By George Lindsay
More than the raising of wheat and cattle or the breeding of quarter horses for work and racing, a new vocation has captured the imagination and sparked the enthusiasm of an Oregon rancher, Fred Dormaier of Wasco.
The origin of this change of direction for the longtime rancher is a vein of picture rock on his ranch. He is now mining and cutting and polishing this rock largely for its ornamental uses at his shop in an abandoned garage building in downtown Wasco, a northern Oregon town of about 400 people. The rock is known to geologists as Biggs jasper picture rock.
More than 10 years ago, the outcropping was uncovered in a cut on the canyon road of highway US 97 about two miles south of Biggs Junction, a center of motels and restaurants lying at the intersection of the north-south highway with Interstate 80N Freeway. For several years, the vein went undiscovered, Dormaier said.
Then a sharp-eyed rockhound carried a sliver to the Albany, Oregon, rock shop of Geoge Gali, who later sold his shop and moved to Lebanon, Oregon. Gali noted the discovery in an article for a lapidary magazine. Other magazines carried the news, and soon the ledges of rock left by the cut were covered with burrowing enthusiasts with rock hammers. This invasion of men and women armed with the hammers spread up and down the hill.
DISCOVERY OF DYNAMIC VEINS
Then the rancher discovered the veins continued on up the highway slopes across the fence line onto a part of his ranch. But it was several years before Dormaier, who was operating a 6,000-acre wheat and cattle ranch with overtones of the production of racehorses, caught the rock fever and began disposing of the ranch holdings he had operated for 40 years to spend more time with his picture rocks.
With his wheat and pastureland down to about 2,000 acres, including the sites for his two mines, one for picture rock and the other for agate, he set up a rock shop up the canyon at Wasco.
Born on a wheat ranch near Wheeler, Washington, Dormaier has been a rancher for most of his life. For one seven-year interval, he was a road superintendent for the U.S. Department of Interior on the Olympic Peninsula in Washington. During the war, he was an equipment instructor in the Vancouver shipyards. But the rest of the time, he has been a rancher.
So, why did this jasper so inspire his enthusiasm?

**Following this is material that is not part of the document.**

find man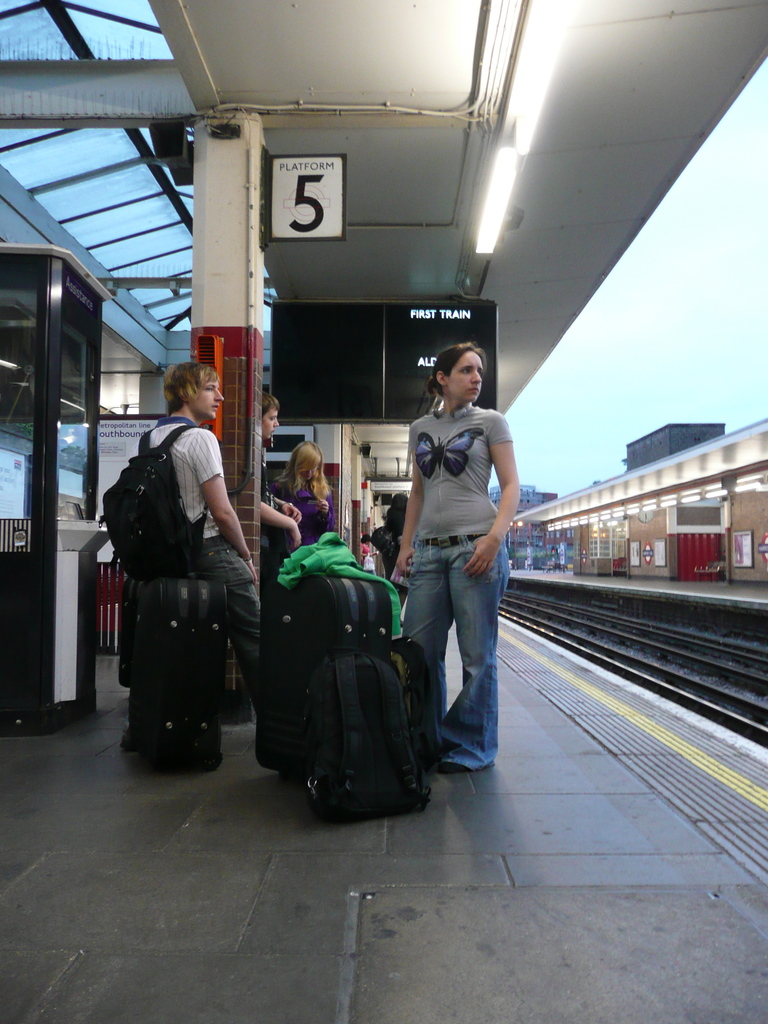
l=261, t=385, r=303, b=555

“Anywhere with such pictures,” he declared. “Cut and polished, it’s really beautiful.”
Dormier said geologists have told him his jaspers were originally volcanic muds that solidified and were infiltrated with minerals in solution.
When the rancher and former road superintendent got into the rock business, he decided to do it with heavy equipment to make possible largely a one-man operation for mining, cutting, and polishing — and he is that man. Most of his jasper is sold uncut except for cuts to determine the picture quality.
In winter, he works mostly at his mines and in making shipments of rocks in burlap sacks from his stockpile at Wasco, largely to dealers and jewelers. During the tourist season, Dormaier is at his shop and store handling cutting and polishing between customers. His shop inventory includes seven rock saws.
By the use of modern heavy equipment, he said he is able to keep the cost of his shipments as low as 10 cents a pound, with the best specimens having proven patterns running as high as $5. He has customers in “about one-half of the States in the Union, and in quite an area of Canada. Recently, I have shipped rocks to Japan and Germany, and the other day to Sweden.”
In addition to his picture rock mine alongside the highway, Dormaier takes agate from his China Hollow mine, moving his power equipment between the two locations.
But even while examining a choice gem in his new role as a rock connoisseur, Dormaier still has the weathered look of a stockman and rancher. He retains his enthusiasm for western attire, including Stetson hats and a collection of cowboy boots, one pair with silver and gold trim.